For a decision where "too late" means deaths, those hours change everything. The single run says "we have time." The ensemble says "we might not."
Below MC, no uncertainty quantification. Above MC, no new decisions. The heuristic handles direction. The CA handles timing. MC handles uncertainty. Each fidelity level answers one more question. After MC, you're paying 12,000x more compute for the same operational answer.

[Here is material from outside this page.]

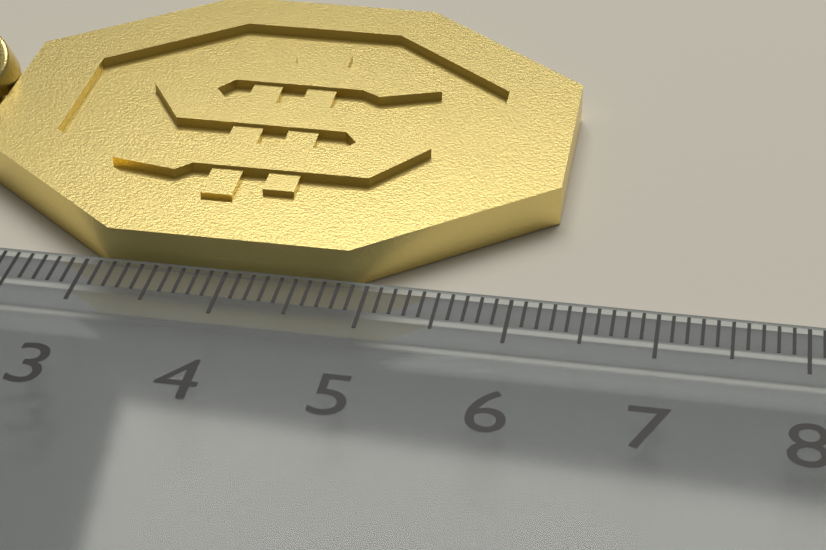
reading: 6.2 cm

Full CFD resolves turbulent flame dynamics at centimeter scale. That's the right model for fire research. But for "which communities to evacuate and when," it produces the same answer as a 4-minute Monte Carlo. 12,000x the compute, zero new operational decisions. That's past the point of useful fidelity.

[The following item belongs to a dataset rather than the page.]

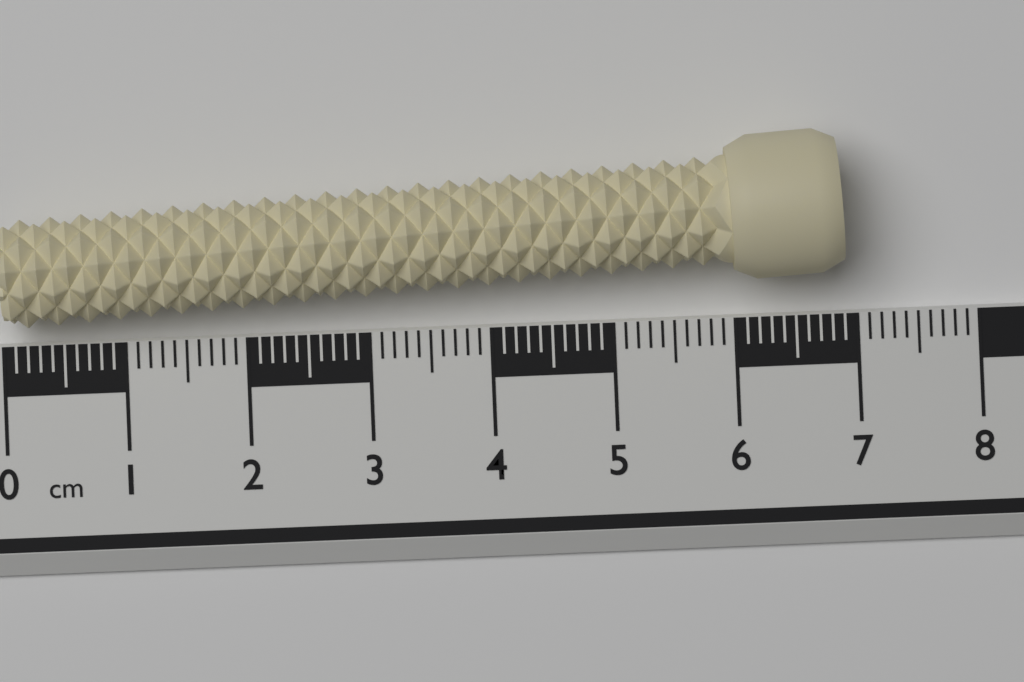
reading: 6.9 cm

Five models, each answering one question the last one couldn't. Wind heuristic for direction. Empirical elliptical for spread rate. CA for community-specific timing. MC for uncertainty. Road capacity for feasibility. The right fidelity turned out to be CA + MC — the BEHAVE lookup can't route fire through terrain, and CFD costs 10,000x more without changing any operational answer. Build until you can answer the question. Then stop.